The metaverse, we believe, is just another medium –– a more authentic medium when the technology advances –– to see if you have chemistry, if you're attracted, if you vibe with this person before meeting up in person.

So, could you theoretically never leave? Of course. Is that healthy? I would say no.

MP: How soon do you see your company approaching a mixed-reality model?

ZS: All I care about is providing an authentic experience: date people, not profiles, right?

Video is the one that makes the most sense. Video has just exploded from people being super disconnected from friends and loved ones and now turning to video for work with a more nomadic workforce.

So we're in the right place at the right time...In the future when the technology is there, we'll play there -- but there's still a lot to go with video and infrastructure around that.

MP: Do you know if any brands are approaching dating apps in virtual worlds right now?

ZS: I've never heard of any video-dating company that's been successful in the metaverse. I just think again that it's quite premature and doesn't lead to an authentic experience. Maybe you just want to socialize with people but is it a pure dating app?

I just know for a fact based on the data that people want authentic experiences, and even the apps that are audio-first aren’t doing well either. It's still profile-dominated with Tinder, Bumble, Hinge, Match.com. And now we're doing quite well because people are sick and tired of profiles.

MP: Do you think metaverse dating would attract a specific type of audience?

ZS: "I would imagine someone who isn't looking for anything serious. They're more just looking to connect with someone. The audience we cater to is a more intentional dater. They don't want to waste their time, they don't want to go on bad first dates, they don't want to be catfished.

Online dating is almost a second job for people, so when they go on our platform they can go on 10 video speed-dates, 3 minutes each, theoretically every night––that's a no-brainer for them because one of those 10 may be a really good match, and they've already got to know them on video briefly.

MP: What type of old online platforms best compare to what you see the metaverse being like at this point in time?

ZS: Like a Chatroulette or a Mingle. Those were not dating apps, but a way to socialize through a video experience. So you could argue they used video as a platform, but not for an intentional dater. It was a totally different audience. It was just a fun way to kill time because you're bored. You're not going in there thinking 'I'm gonna meet someone on Chatroulette and build a relationship.' That's definitely not an audience we go after.

MP: What are the brand implications for dating in the metaverse?

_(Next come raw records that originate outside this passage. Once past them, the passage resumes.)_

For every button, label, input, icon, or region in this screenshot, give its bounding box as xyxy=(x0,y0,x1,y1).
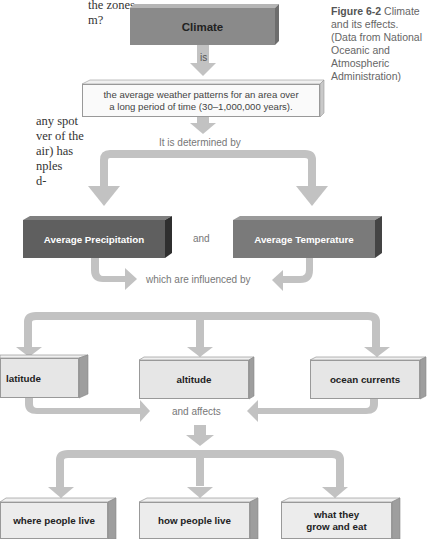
definition-line-1: the average weather patterns for an area… xyxy=(103,89,298,101)
connector-affects-label: and affects xyxy=(172,406,221,417)
connector-influenced-label: which are influenced by xyxy=(146,274,251,285)
average-precipitation-label: Average Precipitation xyxy=(44,234,144,245)
climate-box: Climate xyxy=(130,8,275,45)
definition-box: the average weather patterns for an area… xyxy=(82,84,320,117)
altitude-label: altitude xyxy=(177,374,212,385)
influence-box-ocean-currents: ocean currents xyxy=(310,360,420,399)
effect-box-how-people-live: how people live xyxy=(139,502,250,539)
what-they-grow-line-2: grow and eat xyxy=(306,521,366,533)
what-they-grow-line-1: what they xyxy=(314,509,359,521)
diagram-graphics xyxy=(0,0,436,539)
average-temperature-label: Average Temperature xyxy=(254,234,354,245)
effect-box-what-they-grow-and-eat: what they grow and eat xyxy=(281,502,392,539)
latitude-label: latitude xyxy=(6,373,41,384)
effect-box-where-people-live: where people live xyxy=(0,502,108,539)
average-precipitation-box: Average Precipitation xyxy=(23,220,165,258)
influence-box-altitude: altitude xyxy=(139,360,249,399)
definition-line-2: a long period of time (30–1,000,000 year… xyxy=(109,101,292,113)
how-people-live-label: how people live xyxy=(158,515,231,526)
ocean-currents-label: ocean currents xyxy=(330,374,400,385)
connector-determined-label: It is determined by xyxy=(159,137,241,148)
average-temperature-box: Average Temperature xyxy=(233,220,375,258)
and-label: and xyxy=(193,233,210,244)
where-people-live-label: where people live xyxy=(13,515,95,526)
connector-is-label: is xyxy=(200,52,207,63)
climate-label: Climate xyxy=(182,21,224,33)
influence-box-latitude: latitude xyxy=(0,358,79,398)
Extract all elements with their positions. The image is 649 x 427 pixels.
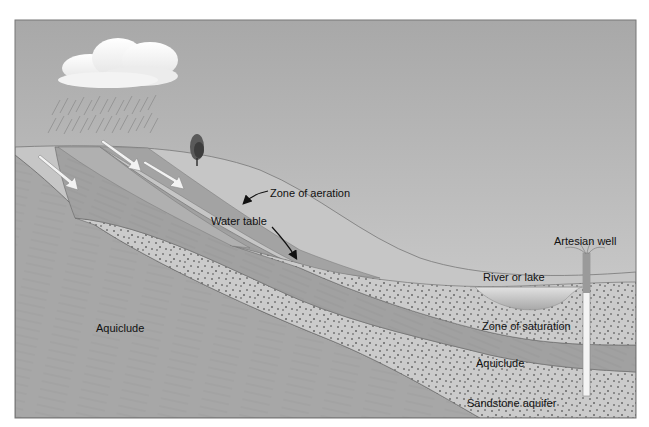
label-zone-of-saturation: Zone of saturation [482,320,571,332]
label-sandstone-aquifer: Sandstone aquifer [467,397,556,409]
label-artesian-well: Artesian well [554,235,616,247]
label-aquiclude-left: Aquiclude [96,322,144,334]
groundwater-diagram [0,0,649,427]
label-river-or-lake: River or lake [483,271,545,283]
label-aquiclude-right: Aquiclude [476,357,524,369]
label-water-table: Water table [211,215,267,227]
label-zone-of-aeration: Zone of aeration [270,187,350,199]
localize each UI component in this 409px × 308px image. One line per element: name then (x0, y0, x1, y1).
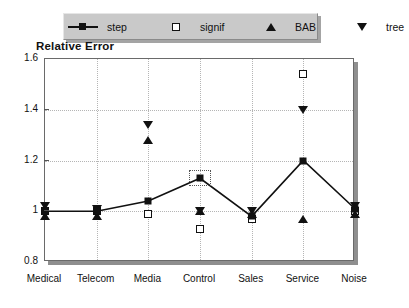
triangle-down-marker-icon (143, 121, 153, 129)
legend-label-bab: BAB (288, 21, 345, 33)
x-axis-label-noise: Noise (341, 273, 367, 284)
y-axis-tick-mark (44, 109, 49, 110)
triangle-up-icon (254, 23, 288, 31)
selected-point-box[interactable] (189, 170, 211, 186)
legend-label-step: step (100, 21, 159, 33)
x-axis-label-media: Media (134, 273, 161, 284)
open-square-marker-icon (196, 225, 204, 233)
chart-legend: step signif BAB tree (63, 13, 318, 40)
y-axis-tick-label: 1.4 (8, 103, 38, 114)
x-axis-label-sales: Sales (238, 273, 263, 284)
y-axis-tick-mark (44, 210, 49, 211)
filled-square-marker-icon (42, 208, 49, 215)
x-axis-label-medical: Medical (27, 273, 61, 284)
y-axis-tick-mark (44, 160, 49, 161)
open-square-marker-icon (144, 210, 152, 218)
filled-square-marker-icon (145, 198, 152, 205)
triangle-up-marker-icon (143, 136, 153, 144)
y-axis-tick-label: 1.2 (8, 154, 38, 165)
chart-title: Relative Error (36, 40, 114, 52)
x-axis-label-control: Control (183, 273, 215, 284)
x-axis-label-telecom: Telecom (77, 273, 114, 284)
line-with-filled-square-icon (66, 21, 100, 32)
legend-label-tree: tree (379, 21, 409, 33)
filled-square-marker-icon (93, 208, 100, 215)
filled-square-marker-icon (248, 213, 255, 220)
open-square-marker-icon (299, 70, 307, 78)
legend-item-signif: signif (159, 14, 254, 39)
y-axis-tick-label: 0.8 (8, 255, 38, 266)
legend-item-bab: BAB (254, 14, 345, 39)
y-axis-tick-label: 1.6 (8, 52, 38, 63)
triangle-down-marker-icon (298, 106, 308, 114)
x-axis-label-service: Service (286, 273, 319, 284)
legend-item-step: step (66, 14, 159, 39)
legend-item-tree: tree (345, 14, 409, 39)
y-axis-tick-label: 1 (8, 204, 38, 215)
plot-area (44, 58, 354, 261)
triangle-down-marker-icon (195, 207, 205, 215)
legend-label-signif: signif (193, 21, 254, 33)
filled-square-marker-icon (300, 157, 307, 164)
triangle-down-icon (345, 23, 379, 31)
triangle-up-marker-icon (298, 215, 308, 223)
open-square-icon (159, 23, 193, 31)
filled-square-marker-icon (352, 205, 359, 212)
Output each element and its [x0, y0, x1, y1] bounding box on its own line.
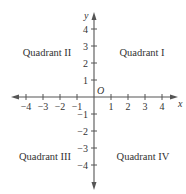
y-tick-label: −2	[77, 126, 88, 137]
y-axis-label: y	[83, 10, 89, 21]
y-axis-down-arrow-icon	[92, 182, 97, 190]
x-tick-label: 3	[143, 101, 148, 112]
x-tick-label: 1	[109, 101, 114, 112]
x-tick-label: 2	[126, 101, 131, 112]
x-axis-label: x	[177, 98, 183, 109]
y-tick-label: 2	[83, 58, 88, 69]
y-tick-label: 3	[83, 41, 88, 52]
origin-label: O	[97, 85, 104, 96]
y-tick-label: −4	[77, 160, 88, 171]
quadrant-3-label: Quadrant III	[19, 151, 72, 162]
x-tick-label: 4	[160, 101, 165, 112]
coordinate-plane-svg: x y −4 −3 −2 −1 1 2 3 4	[0, 0, 186, 194]
quadrant-1-label: Quadrant I	[119, 47, 165, 58]
x-tick-label: −4	[21, 101, 32, 112]
y-tick-label: −1	[77, 109, 88, 120]
x-axis-left-arrow-icon	[11, 95, 19, 100]
x-axis-tick-labels: −4 −3 −2 −1 1 2 3 4	[21, 101, 165, 112]
y-axis-up-arrow-icon	[92, 12, 97, 20]
coordinate-plane-diagram: x y −4 −3 −2 −1 1 2 3 4	[0, 0, 186, 194]
quadrant-4-label: Quadrant IV	[117, 151, 170, 162]
x-axis-right-arrow-icon	[170, 95, 178, 100]
y-tick-label: 4	[83, 24, 88, 35]
y-tick-label: −3	[77, 143, 88, 154]
x-tick-label: −3	[38, 101, 49, 112]
quadrant-2-label: Quadrant II	[23, 47, 72, 58]
y-tick-label: 1	[83, 75, 88, 86]
x-tick-label: −2	[55, 101, 66, 112]
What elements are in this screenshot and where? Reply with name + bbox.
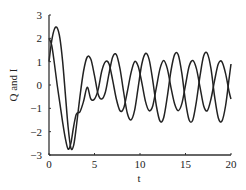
plot-area xyxy=(49,27,231,150)
x-tick-label: 0 xyxy=(46,158,52,170)
x-tick-label: 15 xyxy=(180,158,192,170)
y-tick-label: −3 xyxy=(30,149,42,161)
y-tick-labels: −3−2−10123 xyxy=(30,9,51,161)
y-axis-label: Q and I xyxy=(7,68,19,101)
y-tick-label: −2 xyxy=(30,126,42,138)
x-tick-label: 20 xyxy=(226,158,238,170)
series-line-q xyxy=(49,27,231,150)
y-tick-label: 1 xyxy=(37,56,43,68)
y-tick-label: 3 xyxy=(37,9,43,21)
x-axis-label: t xyxy=(137,172,140,184)
y-tick-label: −1 xyxy=(30,102,42,114)
x-tick-label: 5 xyxy=(92,158,98,170)
y-tick-label: 0 xyxy=(37,79,43,91)
chart-figure: −3−2−10123 05101520 t Q and I xyxy=(0,0,246,190)
x-tick-label: 10 xyxy=(135,158,147,170)
y-tick-label: 2 xyxy=(37,32,43,44)
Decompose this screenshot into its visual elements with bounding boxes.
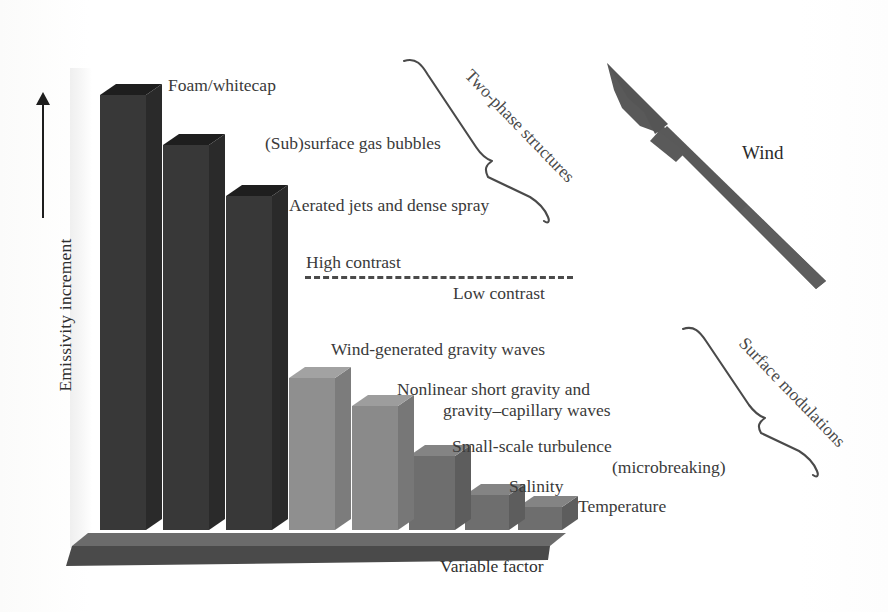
wind-arrow-icon: [0, 0, 888, 612]
figure-canvas: Emissivity increment Variable factor Foa…: [0, 0, 888, 612]
wind-label: Wind: [742, 142, 783, 164]
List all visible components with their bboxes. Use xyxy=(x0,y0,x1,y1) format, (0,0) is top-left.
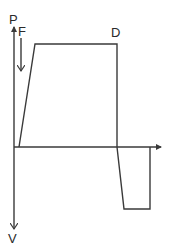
force-displacement-diagram: P F D V xyxy=(0,0,170,245)
p-axis-label: P xyxy=(9,12,18,27)
point-d-label: D xyxy=(111,25,120,40)
point-f-label: F xyxy=(18,24,26,39)
v-axis-label: V xyxy=(8,231,17,245)
lower-load-curve xyxy=(117,147,150,209)
upper-load-curve xyxy=(19,44,117,147)
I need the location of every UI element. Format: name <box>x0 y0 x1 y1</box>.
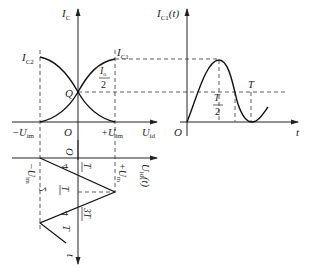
half-current-numerator: Io <box>99 65 106 77</box>
uid-t-axis-label: Uid(t) <box>138 164 151 187</box>
period-label: T <box>248 79 255 90</box>
half-current-denominator: 2 <box>101 79 106 90</box>
ic1t-axis-label: IC1(t) <box>156 7 180 22</box>
ic1t-waveform <box>187 60 268 122</box>
t-axis-label: t <box>296 126 300 138</box>
lower-input-voltage-chart: O −Uim +Um Uid(t) T 4 T 2 3T 4 T t <box>12 140 157 264</box>
three-quarter-period-label: 3T 4 <box>60 207 92 221</box>
pos-uim-tick-label: +Uim <box>101 127 124 140</box>
half-period-numerator: T <box>214 92 221 103</box>
differential-pair-transfer-diagram: IC IC2 IC1 Io 2 Q −Uim O +Uim Uid IC1(t)… <box>0 0 310 277</box>
svg-text:T: T <box>82 163 92 169</box>
lower-period-label: T <box>61 225 72 232</box>
right-origin-label: O <box>174 126 182 138</box>
left-origin-label: O <box>64 126 72 138</box>
svg-text:4: 4 <box>60 211 70 216</box>
time-down-axis-label: t <box>65 254 76 258</box>
lower-pos-um-label: +Um <box>116 163 128 182</box>
ic-axis-label: IC <box>61 7 71 22</box>
ic2-label: IC2 <box>21 51 34 66</box>
lower-neg-uim-label: −Uim <box>25 163 37 184</box>
quarter-period-label: T 4 <box>60 162 92 172</box>
q-point-label: Q <box>65 87 73 99</box>
neg-uim-tick-label: −Uim <box>12 127 35 140</box>
svg-text:2: 2 <box>38 187 48 192</box>
svg-text:T: T <box>60 186 70 192</box>
right-waveform-chart: IC1(t) O t T 2 T <box>156 7 300 138</box>
half-period-lower-label: T 2 <box>38 185 70 195</box>
svg-text:3T: 3T <box>82 207 92 219</box>
half-period-denominator: 2 <box>215 106 220 117</box>
lower-origin-label: O <box>64 148 75 156</box>
uid-axis-label: Uid <box>142 127 156 140</box>
svg-text:4: 4 <box>60 164 70 169</box>
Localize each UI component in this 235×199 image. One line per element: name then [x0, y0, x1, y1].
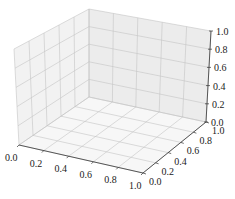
y-tick-mark [156, 163, 159, 164]
y-tick-label: 0.0 [149, 176, 162, 187]
y-tick-mark [168, 153, 171, 154]
x-tick-label: 1.0 [129, 180, 142, 191]
x-tick-label: 0.6 [79, 169, 92, 180]
z-tick-label: 0.4 [213, 81, 226, 92]
z-tick-label: 0.8 [215, 44, 228, 55]
y-tick-mark [181, 142, 184, 143]
x-tick-mark [116, 167, 118, 169]
z-tick-label: 1.0 [216, 26, 229, 37]
y-tick-label: 0.4 [174, 156, 187, 167]
x-tick-label: 0.0 [5, 152, 18, 163]
x-tick-label: 0.2 [30, 158, 43, 169]
x-tick-mark [67, 156, 69, 158]
y-tick-label: 0.8 [199, 135, 212, 146]
y-tick-mark [143, 173, 146, 174]
y-tick-label: 0.6 [187, 145, 200, 156]
x-tick-mark [91, 162, 93, 164]
x-tick-mark [141, 173, 143, 175]
x-tick-label: 0.4 [55, 163, 68, 174]
z-tick-label: 0.2 [212, 99, 225, 110]
3d-axes-canvas: 0.00.20.40.60.81.0 0.00.20.40.60.81.0 0.… [0, 0, 235, 199]
x-tick-mark [42, 151, 44, 153]
z-tick-label: 0.0 [211, 117, 224, 128]
x-tick-label: 0.8 [104, 174, 117, 185]
x-tick-mark [17, 145, 19, 147]
z-tick-label: 0.6 [214, 62, 227, 73]
y-tick-mark [193, 132, 196, 133]
y-tick-label: 0.2 [162, 166, 175, 177]
3d-axes-figure: 0.00.20.40.60.81.0 0.00.20.40.60.81.0 0.… [0, 0, 235, 199]
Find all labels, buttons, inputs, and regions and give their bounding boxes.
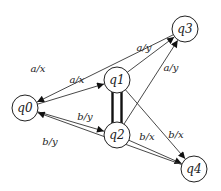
state-diagram: q0q1q2q3q4 a/xa/xa/ya/yb/yb/xb/xb/y	[0, 0, 221, 191]
edge-q0-to-q1	[37, 84, 104, 104]
state-node-q1: q1	[104, 67, 130, 93]
state-node-q4: q4	[181, 156, 207, 182]
state-label: q3	[177, 22, 193, 36]
state-label: q1	[109, 73, 124, 87]
edge-label-q1-to-q4: b/x	[168, 129, 184, 140]
state-label: q0	[17, 101, 33, 115]
edge-q3-to-q0	[37, 35, 173, 102]
edge-q2-to-q4	[129, 140, 182, 163]
edge-q1-to-q4	[126, 90, 186, 159]
state-node-q2: q2	[104, 122, 130, 148]
state-label: q2	[109, 128, 124, 142]
edge-q0-to-q2	[37, 112, 104, 132]
edge-label-q0-to-q1: a/x	[70, 74, 85, 85]
state-label: q4	[186, 162, 201, 176]
state-node-q3: q3	[172, 16, 198, 42]
edge-label-q4-to-q0: b/y	[42, 136, 58, 147]
edge-label-q3-to-q0: a/x	[31, 63, 46, 74]
state-node-q0: q0	[12, 95, 38, 121]
edge-label-q2-to-q4: b/x	[139, 131, 155, 142]
edge-label-q1-to-q3: a/y	[137, 42, 152, 53]
double-bar-link-q1-q2	[113, 91, 122, 124]
edge-label-q0-to-q2: b/y	[77, 111, 93, 122]
edge-label-q2-to-q3: a/y	[164, 62, 179, 73]
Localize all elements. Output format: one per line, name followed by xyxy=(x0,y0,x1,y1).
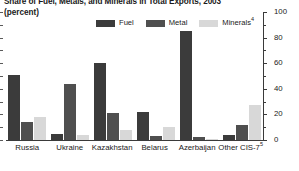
x-axis-category-labels: RussiaUkraineKazakhstanBelarusAzerbaijan… xyxy=(6,143,263,152)
x-axis-label-azerbaijan: Azerbaijan xyxy=(176,143,218,152)
y-tick-mark xyxy=(264,63,267,64)
x-axis-label-kazakhstan: Kazakhstan xyxy=(91,143,133,152)
bar-minerals-other-cis-7 xyxy=(249,105,261,140)
y-tick-mark xyxy=(264,89,267,90)
chart-title-text: Share of Fuel, Metals, and Minerals in T… xyxy=(4,0,221,6)
x-axis-label-russia: Russia xyxy=(6,143,48,152)
x-axis-label-text: Kazakhstan xyxy=(92,143,133,152)
bar-metal-belarus xyxy=(150,136,162,140)
y-tick-mark-minor xyxy=(264,102,266,103)
bar-fuel-kazakhstan xyxy=(94,63,106,140)
x-axis-label-footnote-marker: 5 xyxy=(260,141,263,147)
x-axis-label-text: Belarus xyxy=(141,143,167,152)
left-stub-tick xyxy=(0,89,3,90)
left-stub-tick xyxy=(0,140,3,141)
bar-group xyxy=(220,12,263,140)
chart-container: Share of Fuel, Metals, and Minerals in T… xyxy=(0,0,299,171)
bar-metal-azerbaijan xyxy=(193,137,205,140)
y-tick-label: 0 xyxy=(274,136,278,144)
bar-metal-other-cis-7 xyxy=(236,125,248,140)
bar-minerals-azerbaijan xyxy=(206,139,218,140)
y-tick-mark-minor xyxy=(264,25,266,26)
bar-group xyxy=(92,12,135,140)
bar-metal-ukraine xyxy=(64,84,76,140)
bar-minerals-belarus xyxy=(163,127,175,140)
bar-fuel-russia xyxy=(8,75,20,140)
x-axis-label-belarus: Belarus xyxy=(133,143,175,152)
left-stub-tick xyxy=(0,127,3,128)
chart-title: Share of Fuel, Metals, and Minerals in T… xyxy=(4,0,254,7)
x-axis-line xyxy=(6,140,264,141)
bar-minerals-ukraine xyxy=(77,135,89,140)
y-tick-mark-minor xyxy=(264,50,266,51)
x-axis-label-text: Russia xyxy=(15,143,39,152)
y-tick-label: 60 xyxy=(274,59,283,67)
left-stub-tick xyxy=(0,50,3,51)
bar-group xyxy=(134,12,177,140)
bar-fuel-ukraine xyxy=(51,134,63,140)
bar-group xyxy=(49,12,92,140)
left-stub-tick xyxy=(0,25,3,26)
y-tick-mark xyxy=(264,38,267,39)
chart-title-footnote-marker: 3 xyxy=(221,0,224,1)
bar-fuel-belarus xyxy=(137,112,149,140)
bar-metal-russia xyxy=(21,122,33,140)
y-tick-mark-minor xyxy=(264,127,266,128)
y-tick-mark xyxy=(264,140,267,141)
left-stub-tick xyxy=(0,12,3,13)
plot-area: 020406080100 xyxy=(6,12,264,141)
y-tick-mark xyxy=(264,12,267,13)
left-stub-tick xyxy=(0,76,3,77)
x-axis-label-other-cis-7: Other CIS-75 xyxy=(218,143,263,152)
y-tick-mark xyxy=(264,114,267,115)
bar-fuel-azerbaijan xyxy=(180,31,192,140)
bar-minerals-kazakhstan xyxy=(120,130,132,140)
left-stub-tick xyxy=(0,102,3,103)
y-tick-label: 80 xyxy=(274,34,283,42)
x-axis-label-text: Azerbaijan xyxy=(179,143,216,152)
left-stub-tick xyxy=(0,38,3,39)
bar-group xyxy=(6,12,49,140)
x-axis-label-text: Ukraine xyxy=(56,143,83,152)
left-stub-tick xyxy=(0,63,3,64)
x-axis-label-ukraine: Ukraine xyxy=(48,143,90,152)
y-tick-label: 40 xyxy=(274,85,283,93)
left-stub-tick xyxy=(0,114,3,115)
bar-minerals-russia xyxy=(34,117,46,140)
y-tick-label: 100 xyxy=(274,8,287,16)
bar-fuel-other-cis-7 xyxy=(223,135,235,140)
y-tick-label: 20 xyxy=(274,110,283,118)
bar-metal-kazakhstan xyxy=(107,113,119,140)
y-tick-mark-minor xyxy=(264,76,266,77)
bar-group xyxy=(177,12,220,140)
bar-groups xyxy=(6,12,263,140)
plot-inner xyxy=(6,12,264,141)
x-axis-label-text: Other CIS-7 xyxy=(218,143,260,152)
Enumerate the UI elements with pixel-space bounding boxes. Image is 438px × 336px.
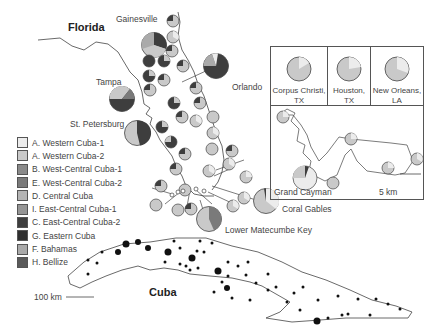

You have to be really careful in terms of security and privacy. Our app is 18-plus. You don't want a minor going in there with an avatar that looks like a 30 year old. Like those AOL chat rooms back in the day where people could be all ages and you don't know who you're talking to. There are major implications.

We take privacy and security really seriously. We encrypt in storage and transit. We do face-certification. It's video-first so there is no catfishing. We have proprietary algorithms to detect scammers and any sort of bots.

So we do a lot on video experience to take out any bad actors or people who don't want to show their face. With the metaverse, it's a step higher to make sure that users are who they say they are.

MP: What role does advertising play for you now?

ZS: We don't have any in-app advertising but different companies can run their own virtual speed-dating events for free. For example, if you are a religious community, a nonprofit, a for profit -- you could create an event for your audience.

It's a way to bring your community together with a way to provide experience, grow your community, because you can collect the data if you're running an event on our platform, and you can also monetize –– you can sell tickets on our platform as well.

MP: Can you see a brand running a metaverse dating event with you?

ZS: We're already doing virtual speed-dating; we've done that with a number of companies and nonprofits. Video is just a medium.

The metaverse, once it's more advanced, will just be a medium for connection.

What you're seeing with us can be seen on the metaverse at some point as well.